“Record Store Day should be our new national holiday. Independent record stores, where you can absorb yourself in hearing music which many chain stores don't carry, are an oasis for all who spend time in them. They always have people working behind the counter who are true fans of the many varieties of music which you can find that are available on CD recordings today, and these enthusiastic and committed salespeople are often musicians themselves. And if they are not, like all musicians, they are lifelong fans of all kinds of music. That's why I always enjoy going to little stores all over the country in my continual travels on the road.
Since I am now seventy-seven, I am a little older than the average teen age customer, but it is amazing how much exciting new music is now available in these independent stores. It is great to see people of all ages drawn together by music, checking out not only the recorded treasures of the past, but the work of young independent artists who have something to say. In an era where there is an unprecedented amount of new music available, the independent stores are vital in making a connection between the artist and the listener.
In the areas of music to which I have devoted my life; symphonic, opera, jazz and what is now called World Music, are genres which are not considered commercial. All these life-giving forms of musical expression now have a larger audience than anyone could imagine, and the independent stores are where you can go to obtain recordings that chain stores aren't allowed to carry. The small stores can sell whatever they want, and usually, the owners or buyers for the store actually listen to the music that they stock and sell in their stores.
These independent entrepreneurs still feel that music is a holy and healing art that transcends market researchers with tin ears who feel that teenagers are the only customers worth exploiting, and that by definition neither these kids nor the music they are supposed to want to buy that week are both worthless. As a result an enormous amount of enjoyable music never gets made available in the chain stores, whose choices of what is worth listening to are made by non-listeners, who never had the good fortune to have sung, danced or hung out with positive open minded people who feel music, as Shakespeare said, is the food of love.
All across the country, Independent stores are all different. Each store, like each community, has its own special atmosphere, and its own special delights. And in addition to everything else, these stores are fun to go to. You always meet interesting and enthusiastic people, and learn something new about the treasures of the past and the work of many of our unsung sleeping giants of today.
Let's all celebrate Record Store Day. This can be the first step towards celebrating Record Store Year! Small is beautiful. Let's all try to support independent stores, the communities that they nourish by their presence, and the wealth of music that they make available to all of us.”
David Amram Bio
David Amram has composed more than 100 orchestral and chamber music works, written many scores for Broadway theater and film, including the classic scores for the films "Splendor in The Grass" and "The Manchurian Candidate;" two operas, including the ground-breaking Holocaust opera "The Final Ingredient;" and the score for the landmark 1959 documentary "Pull My Daisy," narrated by novelist Jack Kerouac. He is also the author of three books, "Vibrations," an autobiography, "Offbeat: Collaborating With Kerouac," a memoir, and "Upbeat: Nine Lives of a Musical Cat" published this Fall by Paradigm Publishers.
A pioneer player of jazz French horn, he is also a virtuoso on piano, numerous flutes and whistles, percussion, and dozens of folkloric instruments from 25 countries, as well as an inventive, funny improvisational lyricist. He has collaborated with Leonard Bernstein, who chose him as The New York Philharmonic's first composer-in-residence in 1966, Langston Hughes, Dizzy Gillespie, Dustin Hoffman, Willie Nelson, Thelonious Monk, Odetta, Elia Kazan, Arthur Miller, Charles Mingus, Lionel Hampton, E. G. Marshall, and Tito Puente. Amram's most recent work "Giants of the Night" is a flute concerto dedicated to the memory Charlie Parker, Jack Kerouac and Dizzy Gillespie, three American artists Amram knew and worked with. It was commissioned and premiered by Sir James Galway.
Today, as he has for over fifty years, Amram continues to compose music while traveling the world as a conductor, soloist, bandleader, visiting scholar, and narrator in five languages. He is also currently working with author Frank McCourt on a new setting of the Mass, "Missa Manhattan," as well as a new orchestral work commissioned by the Guthrie Foundation, "Symphonic Variations on a Song by Woody Guthrie." premiered Sept. 29 2007 in San Jose California by the Symphony Silicone Valley, who have also comissioned him to compose a new piano concerto.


PROBLEM TO WORK ON
Using the records that appear below, write out exactly the lines from the one with "is (740, 1370)." through the one with "The width and height of the screenshot is (1404, 783).", keeping both end lines.

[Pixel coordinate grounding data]
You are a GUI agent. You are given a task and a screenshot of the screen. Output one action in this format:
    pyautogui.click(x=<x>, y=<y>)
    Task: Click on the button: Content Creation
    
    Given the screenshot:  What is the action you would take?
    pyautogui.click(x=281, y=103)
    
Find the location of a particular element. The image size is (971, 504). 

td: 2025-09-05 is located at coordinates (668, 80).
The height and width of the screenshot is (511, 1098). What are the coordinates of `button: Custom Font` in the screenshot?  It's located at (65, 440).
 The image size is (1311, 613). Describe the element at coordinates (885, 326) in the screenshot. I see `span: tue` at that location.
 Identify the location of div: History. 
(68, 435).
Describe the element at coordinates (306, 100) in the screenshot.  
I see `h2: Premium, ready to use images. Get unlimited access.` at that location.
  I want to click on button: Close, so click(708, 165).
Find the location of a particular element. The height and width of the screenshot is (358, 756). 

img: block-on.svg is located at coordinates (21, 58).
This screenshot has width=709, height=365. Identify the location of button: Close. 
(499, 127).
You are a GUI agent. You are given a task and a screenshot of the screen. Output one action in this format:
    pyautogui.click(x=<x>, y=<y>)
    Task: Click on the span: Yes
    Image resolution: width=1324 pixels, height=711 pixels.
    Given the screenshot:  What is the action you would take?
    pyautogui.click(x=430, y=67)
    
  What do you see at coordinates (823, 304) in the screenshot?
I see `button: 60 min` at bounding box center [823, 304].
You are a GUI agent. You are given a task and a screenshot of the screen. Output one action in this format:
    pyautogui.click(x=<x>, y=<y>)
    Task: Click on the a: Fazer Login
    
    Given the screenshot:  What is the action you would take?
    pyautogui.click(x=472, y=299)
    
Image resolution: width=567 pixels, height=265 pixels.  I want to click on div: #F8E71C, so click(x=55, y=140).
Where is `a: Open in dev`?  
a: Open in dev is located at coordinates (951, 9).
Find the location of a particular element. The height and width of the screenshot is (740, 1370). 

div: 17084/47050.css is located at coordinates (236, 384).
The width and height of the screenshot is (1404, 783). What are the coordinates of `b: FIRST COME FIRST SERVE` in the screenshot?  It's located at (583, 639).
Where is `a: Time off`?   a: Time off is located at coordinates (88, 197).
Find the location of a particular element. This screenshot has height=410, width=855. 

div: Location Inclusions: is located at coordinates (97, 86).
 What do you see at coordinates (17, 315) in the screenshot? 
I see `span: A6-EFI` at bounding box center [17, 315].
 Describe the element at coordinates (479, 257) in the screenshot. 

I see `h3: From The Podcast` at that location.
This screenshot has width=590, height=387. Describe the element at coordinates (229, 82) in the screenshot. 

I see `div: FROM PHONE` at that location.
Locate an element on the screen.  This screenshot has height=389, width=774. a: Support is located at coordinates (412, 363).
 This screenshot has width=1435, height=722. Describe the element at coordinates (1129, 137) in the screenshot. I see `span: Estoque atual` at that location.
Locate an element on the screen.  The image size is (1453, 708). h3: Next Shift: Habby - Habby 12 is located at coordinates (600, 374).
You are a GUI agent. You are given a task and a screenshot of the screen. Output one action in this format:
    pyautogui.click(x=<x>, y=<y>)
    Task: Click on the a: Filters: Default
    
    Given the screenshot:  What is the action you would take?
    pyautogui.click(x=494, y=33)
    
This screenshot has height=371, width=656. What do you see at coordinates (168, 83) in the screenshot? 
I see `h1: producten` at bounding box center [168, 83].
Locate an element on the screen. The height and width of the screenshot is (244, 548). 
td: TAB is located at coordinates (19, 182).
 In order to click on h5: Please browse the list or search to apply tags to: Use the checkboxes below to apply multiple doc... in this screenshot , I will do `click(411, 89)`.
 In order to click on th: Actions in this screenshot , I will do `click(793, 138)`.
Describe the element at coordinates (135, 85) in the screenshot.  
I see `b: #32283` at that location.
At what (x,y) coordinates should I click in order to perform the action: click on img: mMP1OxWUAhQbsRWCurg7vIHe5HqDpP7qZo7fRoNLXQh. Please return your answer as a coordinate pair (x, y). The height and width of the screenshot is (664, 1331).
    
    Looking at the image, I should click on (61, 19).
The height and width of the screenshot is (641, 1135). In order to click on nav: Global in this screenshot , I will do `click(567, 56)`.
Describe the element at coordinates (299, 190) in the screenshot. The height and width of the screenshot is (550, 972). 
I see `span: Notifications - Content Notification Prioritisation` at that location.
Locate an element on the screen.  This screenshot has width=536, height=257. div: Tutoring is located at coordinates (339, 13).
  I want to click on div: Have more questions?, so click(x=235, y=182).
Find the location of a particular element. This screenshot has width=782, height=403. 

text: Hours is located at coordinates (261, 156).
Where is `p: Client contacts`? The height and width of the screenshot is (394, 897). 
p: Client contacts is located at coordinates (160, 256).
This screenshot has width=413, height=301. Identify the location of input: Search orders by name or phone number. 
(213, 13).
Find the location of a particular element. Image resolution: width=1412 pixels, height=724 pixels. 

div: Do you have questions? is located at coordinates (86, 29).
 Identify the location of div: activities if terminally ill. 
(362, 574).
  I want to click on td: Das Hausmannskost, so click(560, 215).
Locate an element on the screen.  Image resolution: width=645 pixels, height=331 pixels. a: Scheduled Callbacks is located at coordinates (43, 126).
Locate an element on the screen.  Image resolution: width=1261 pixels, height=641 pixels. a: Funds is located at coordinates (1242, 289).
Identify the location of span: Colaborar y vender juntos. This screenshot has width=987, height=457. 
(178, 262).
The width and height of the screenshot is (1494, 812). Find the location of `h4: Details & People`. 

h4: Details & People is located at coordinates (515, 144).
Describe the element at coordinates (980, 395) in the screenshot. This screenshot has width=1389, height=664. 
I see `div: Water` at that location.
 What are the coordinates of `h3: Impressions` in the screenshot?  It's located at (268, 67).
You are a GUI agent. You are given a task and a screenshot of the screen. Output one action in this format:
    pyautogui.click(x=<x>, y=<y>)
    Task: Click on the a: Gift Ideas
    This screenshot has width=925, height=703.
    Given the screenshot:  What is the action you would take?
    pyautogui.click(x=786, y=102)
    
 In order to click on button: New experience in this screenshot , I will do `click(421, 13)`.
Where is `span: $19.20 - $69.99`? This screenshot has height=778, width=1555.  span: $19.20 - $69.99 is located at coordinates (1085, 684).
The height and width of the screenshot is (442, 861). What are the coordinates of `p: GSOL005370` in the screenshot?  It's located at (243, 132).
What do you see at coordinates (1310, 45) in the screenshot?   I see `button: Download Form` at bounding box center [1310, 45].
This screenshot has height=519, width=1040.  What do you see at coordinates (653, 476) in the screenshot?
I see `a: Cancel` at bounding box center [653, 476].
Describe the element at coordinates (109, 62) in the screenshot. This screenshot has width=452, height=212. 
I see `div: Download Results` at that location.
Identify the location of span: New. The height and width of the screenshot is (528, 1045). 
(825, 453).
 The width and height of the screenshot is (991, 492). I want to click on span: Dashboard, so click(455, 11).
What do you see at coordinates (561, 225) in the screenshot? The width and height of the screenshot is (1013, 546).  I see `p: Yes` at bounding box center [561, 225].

TASK ANSWER
Find the location of a particular element. The height and width of the screenshot is (740, 1370). 

div: 17084/47050.css is located at coordinates (236, 384).
The width and height of the screenshot is (1404, 783). What are the coordinates of `b: FIRST COME FIRST SERVE` in the screenshot?  It's located at (583, 639).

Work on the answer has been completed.